2-12-10
By LAURA COX : COOPERSTOWN
Deputy Cade “ is not compensated for the extra training or for having a dog 24/7, which is like having a child.” Richard J. Devlin Jr., Otesgo County Sheriff
Dogs are a man’s best friend. And they make pretty great co-workers too, even if their badges do have to hang from their collars.
For going on eight years, the Otsego County Sheriff’s Department has been assisted by Marty, a German shepherd named after former Sheriff Martin Ralph, who passed away in 1994.
The dog has been an invaluable member of the department having helped make an uncountable number of drug arrests county-wide. Marty was in the spotlight last October for his role in the heroin arrest on Walnut Street, next to Cooperstown Elementary School.
Marty came to the Sheriff’s Department as an 11th month old puppy assigned to Deputy Stan Cade by the veterinarian technician at the State Police K-9 Training Facility.
Cade remembers standing in line with multiple state troopers waiting to be assigned his dog. As he waited for his turn he watched as one of the dogs came charging to the front of the kennel and grabbed at the fencing with his teeth.
“I thought to myself, somebody is going to have their hands full,” Deputy Cade recalled, and that somebody was him.
The dog was signed over to have his hands full. After bringing his dog home to his family in Cherry Valley, Deputy Cade learned that his new dog and partner had no manners. When his daughter Cassandra came down to meet Marty, he chased her right back up the stairs and into her room.
But it didn’t take long for Marty to settle in, learn commands, finish his drug detecting training and get to work at the Sheriff’s Office.
“Marty is an asset to the department,” said Sheriff Richard J. Devlin Jr., “And Deputy Cade goes above and beyond. He is not compensated for the extra training or for having a dog 24/7, which is like having a child.”
The sheriff mentioned that Marty has not only helped make drug busts, but he was also a crucial component in other cases like a couple years ago when two children went missing in Milford. Marty found the children using his tracking abilities.
“It was something we would have spent hours to do with a land search, but Marty took us right to them. It could have been a different outcome if they had been overnight in the woods,” said Sheriff Devlin, then Milford fire chief.
Marty is all business when he is at work, he knows exactly what his job is and he takes it very seriously. Deputy Cade has trained Marty so he is given certain clues for what his particular task is. When he is in his tracking harness he knows he is tracking a scent; a certain collar means he’s looking for drugs.
Deputy Cade and Marty are together all the time whether at home on the farm where Marty plays second fiddle to the family pug – who, while much smaller, rules the roost – or at the office where Marty likes to curl up under Deputy Cade’s desk, the two are inseparable.
Deputy Cade has enjoyed working with Marty and called him a real treat to train because the dog is so intelligent. He has also been satisfied by the work they do together to put criminals behind bars and get drugs off the streets.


ASSIGNMENT: Retype, exactly as written, every line from the one containing "At what (x,y)" through the last line of the records below, both included; skip the pictures.

DATA TO EXAMINE:
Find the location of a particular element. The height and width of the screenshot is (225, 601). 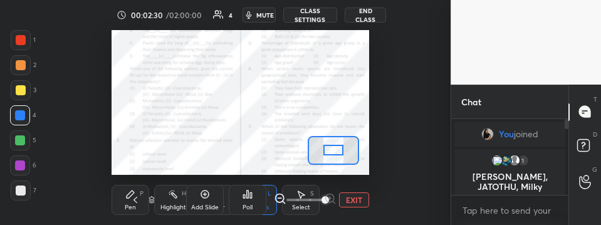

div: 5 is located at coordinates (23, 140).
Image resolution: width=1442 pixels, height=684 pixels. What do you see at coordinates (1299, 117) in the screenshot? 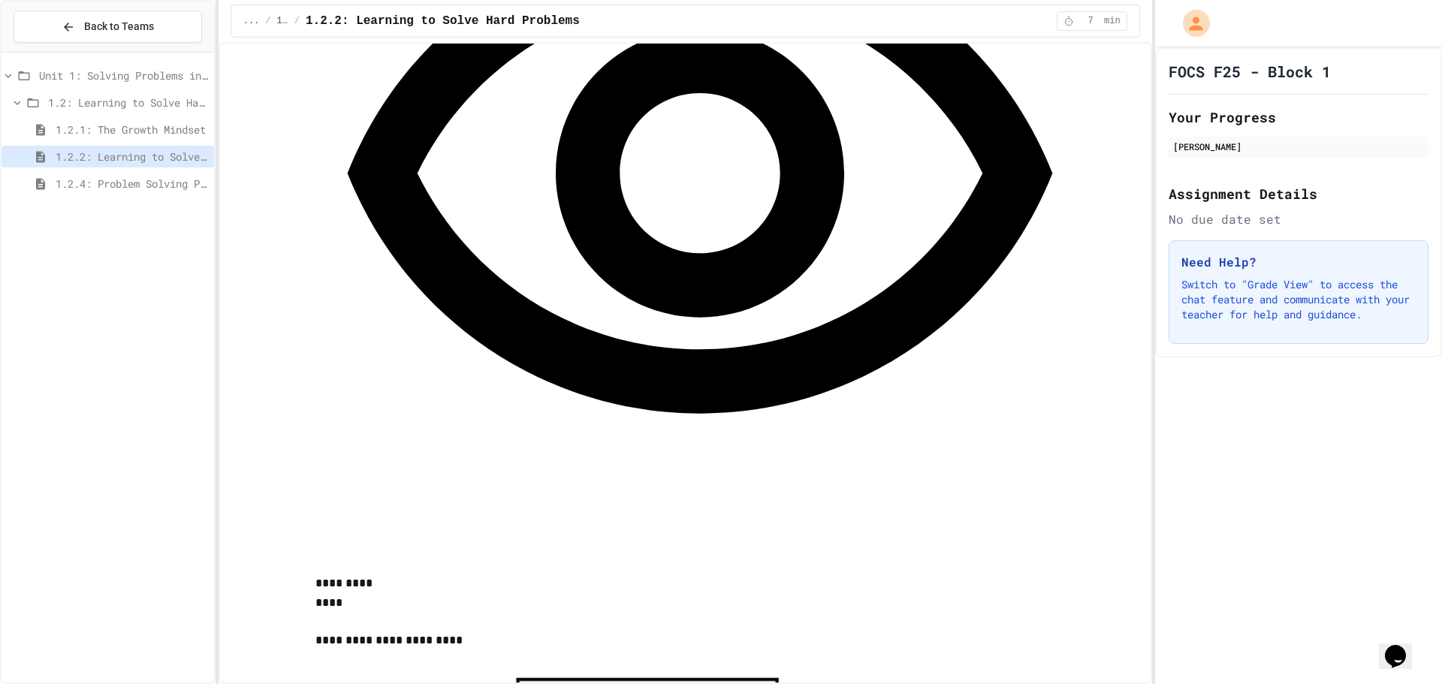
I see `h2: Your Progress` at bounding box center [1299, 117].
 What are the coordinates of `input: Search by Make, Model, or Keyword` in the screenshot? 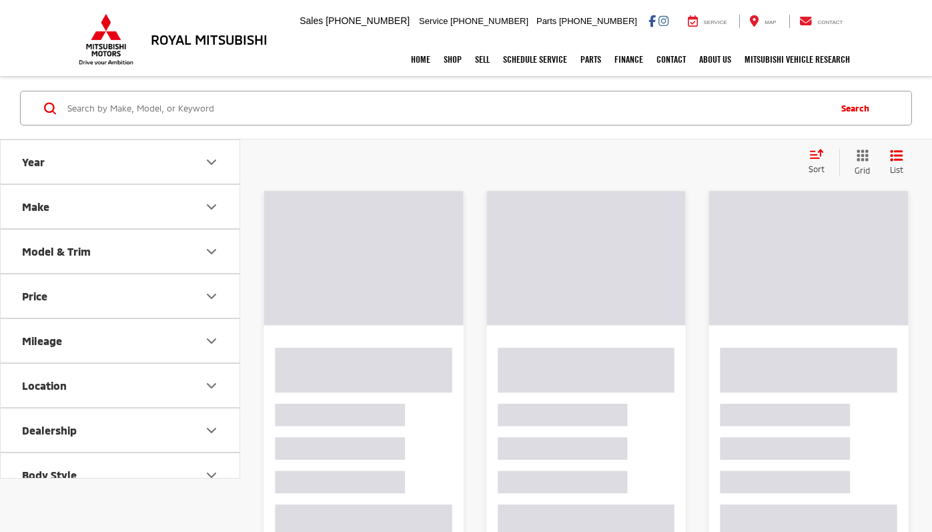 It's located at (447, 108).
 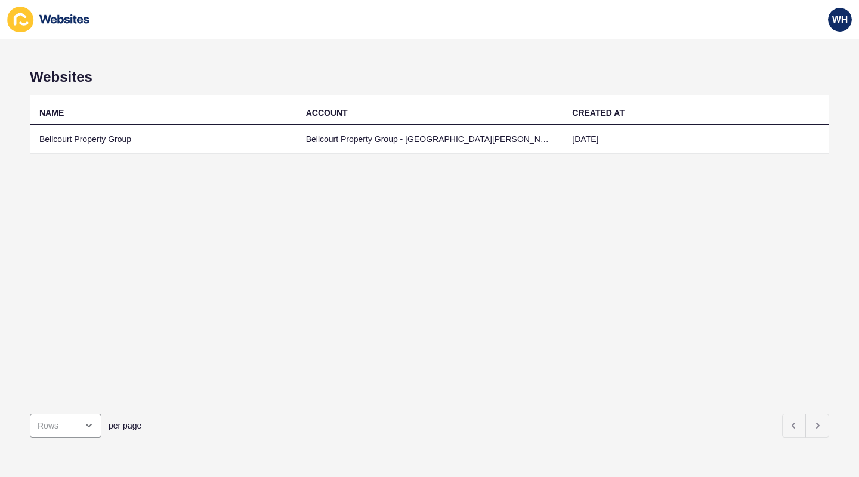 What do you see at coordinates (125, 425) in the screenshot?
I see `span: per page` at bounding box center [125, 425].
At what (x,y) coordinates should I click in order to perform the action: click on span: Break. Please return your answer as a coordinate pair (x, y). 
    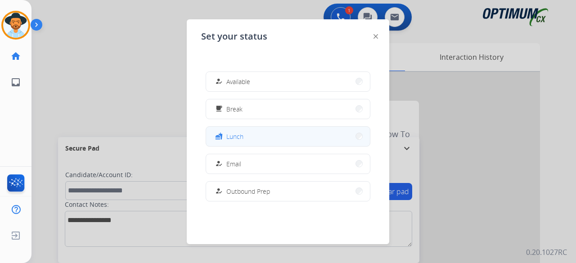
    Looking at the image, I should click on (234, 109).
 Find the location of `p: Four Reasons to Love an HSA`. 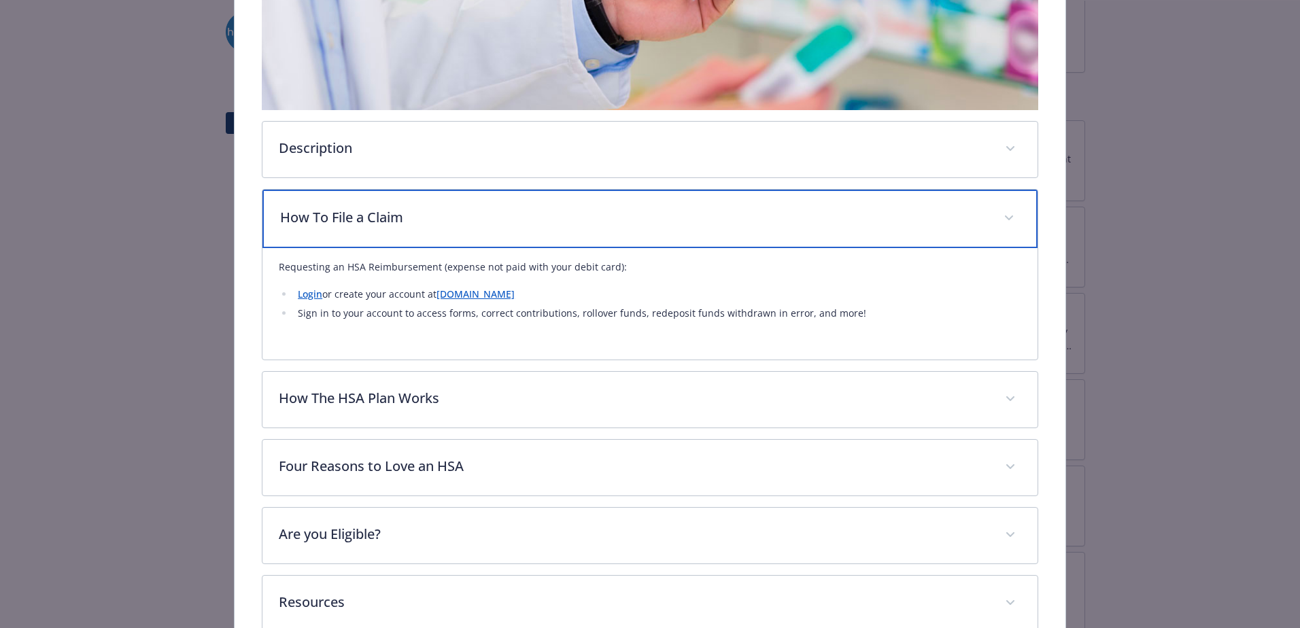

p: Four Reasons to Love an HSA is located at coordinates (634, 466).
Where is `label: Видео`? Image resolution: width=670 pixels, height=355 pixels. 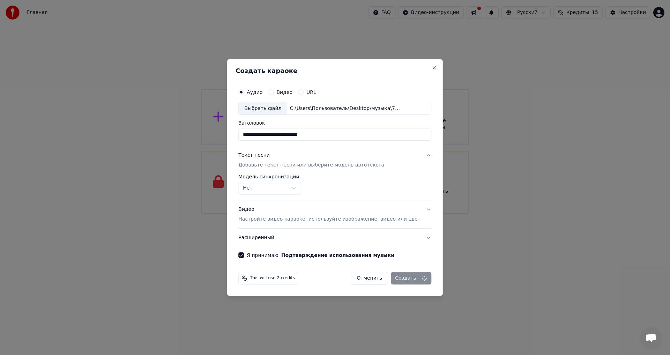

ANSWER TO THE PROBLEM:
At what (x,y) coordinates should I click in order to perform the action: click on span: Break. Please return your answer as a coordinate pair (x, y). 
    Looking at the image, I should click on (234, 109).
 Find the location of `p: Four Reasons to Love an HSA`. 

p: Four Reasons to Love an HSA is located at coordinates (634, 466).
Where is `label: Видео`? Image resolution: width=670 pixels, height=355 pixels. 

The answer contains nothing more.